Codex, HACCP, FSMS & GFSI. A simple guide for future QA professionals
- Mario Monteiro
- 15 dic
- 2 Min. de lectura
1. Why Codex exists (workfloor logic)
Imagine every country and every factory deciding on its own what “safe food” means. That would be chaos.
That’s why Codex Alimentarius exists.
Codex was created by FAO and WHO, two global, non-commercial United Nations agencies, to define one international reference for food safety, based on science, not opinions.
Codex does not depend on national or International law but many laws are based on Codex.
That’s why we often hear:
“According to Codex…”
2. What Codex is (in simple words)
Codex is not a certificate (you cannot be “Codex certified”).
Codex is not an audit (nobody audits you against Codex).
Codex is a collection of internationally agreed food safety principles.
One of its most important principles is HACCP.
3. HACCP: Codex turned into action
Codex says:
“You must control food safety hazards.”
HACCP answers:
“This is how you do it.”
HACCP brings structure to food safety:
Hazard analysis
CCPs
Limits
Monitoring
Corrective actions
Before HACCP, food safety was mainly based on good hygiene and manufacturing practices.

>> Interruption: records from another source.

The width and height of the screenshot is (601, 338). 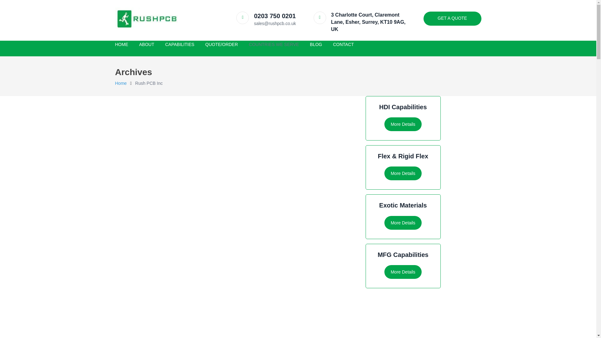 I want to click on GET A QUOTE, so click(x=452, y=18).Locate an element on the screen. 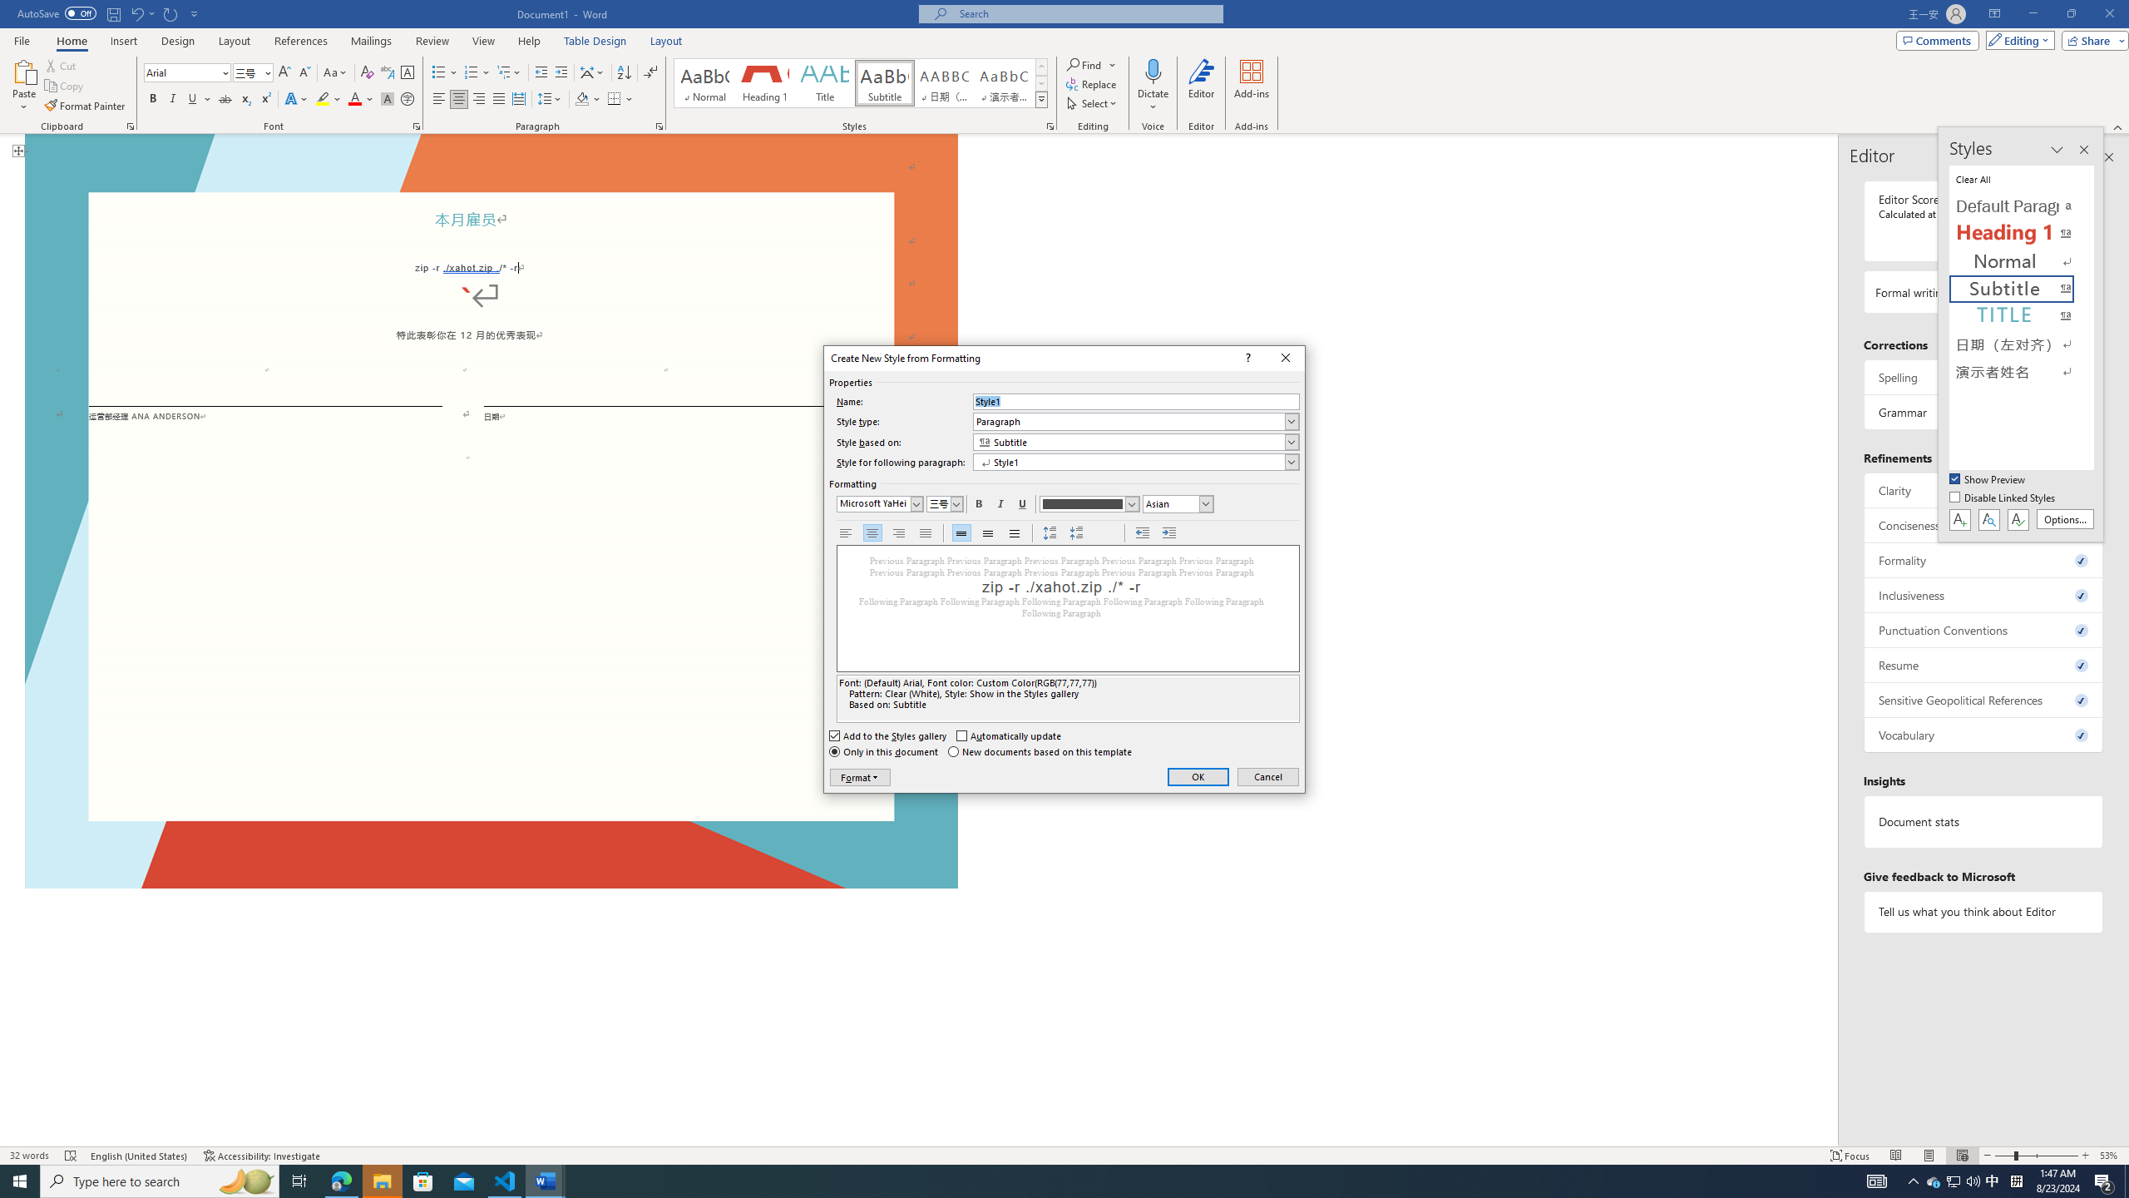 This screenshot has height=1198, width=2129. Style type: is located at coordinates (1136, 421).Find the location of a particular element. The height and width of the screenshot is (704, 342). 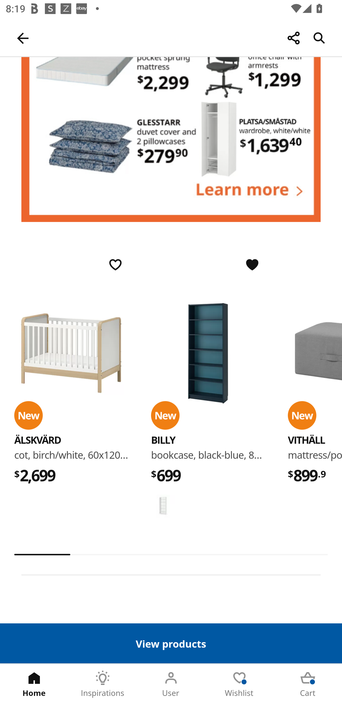

BILLY is located at coordinates (208, 353).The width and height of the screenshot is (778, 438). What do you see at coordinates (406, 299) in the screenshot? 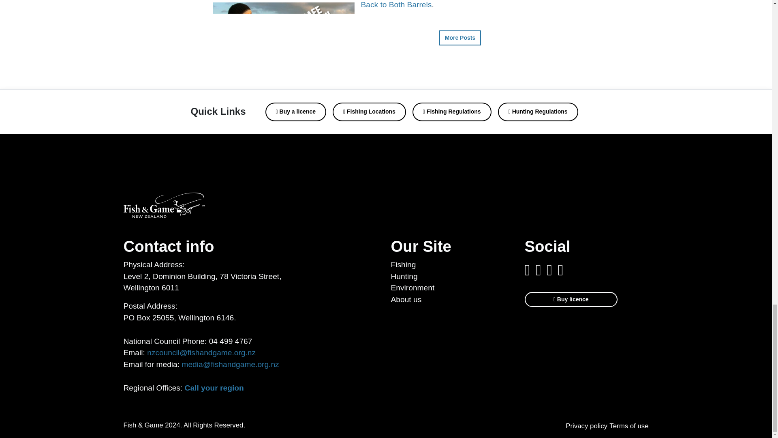
I see `About us` at bounding box center [406, 299]. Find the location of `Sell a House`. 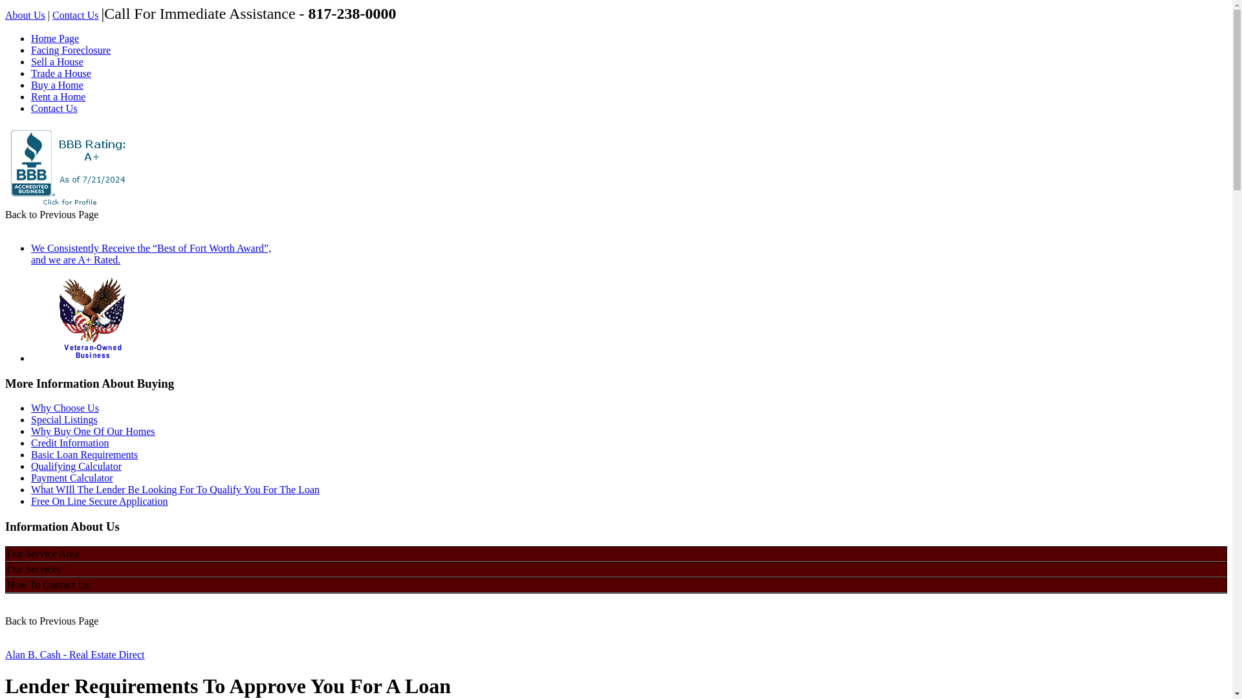

Sell a House is located at coordinates (57, 61).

Today, these practices are formalized as PRPs, and HACCP is built on top of them to control specific food safety hazards.
Important for future QA Collegues:
HACCP was originally developed outside Codex (for the NASA space program).

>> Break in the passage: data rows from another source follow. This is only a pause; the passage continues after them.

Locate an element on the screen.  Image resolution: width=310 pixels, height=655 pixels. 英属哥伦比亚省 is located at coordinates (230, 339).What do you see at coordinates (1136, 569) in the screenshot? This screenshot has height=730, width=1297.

Codex later adopted HACCP and made it the global reference method for food safety.
4. FSMS: HACCP inside a management system
Think of it like this:
HACCP is the engine. A FSMS (Food Safety Management System) is the car around it.
A FSMS brings structure to food safety by adding:
Roles & responsibilities
Training
Documentation
Internal audits
Management review
Continuous improvement
There are different ways to build a FSMS.
ISO 22000 is one of them. It defines how to organise HACCP, PRPs and management processes into one coherent system.
Simply said:
FSMS = Codex HACCP + management structure
5. GFSI standards: different roads, same destination
GFSI does not create food safety rules.
GFSI decides which standards are strong enough to be part of its “club”, based on correct application of:
Codex
HACCP
Risk-based thinking
Examples:
BRCGS
IFS
FSSC 22000
SQF
Important to remember: ISO 22000 alone is not GFSI-recognised. FSSC 22000 is because it adds extra GFSI requirements.
(Different formats, same foundation)
6. A message to future QA collegues
You don’t become a QA specialist by memorizing clauses.
You become one by understanding why controls exist.
Codex gives you the “why”.
HACCP gives you the “how”.
Standards give you the “proof”.
If you understand Codex and HACCP, you can work with any food safety standard.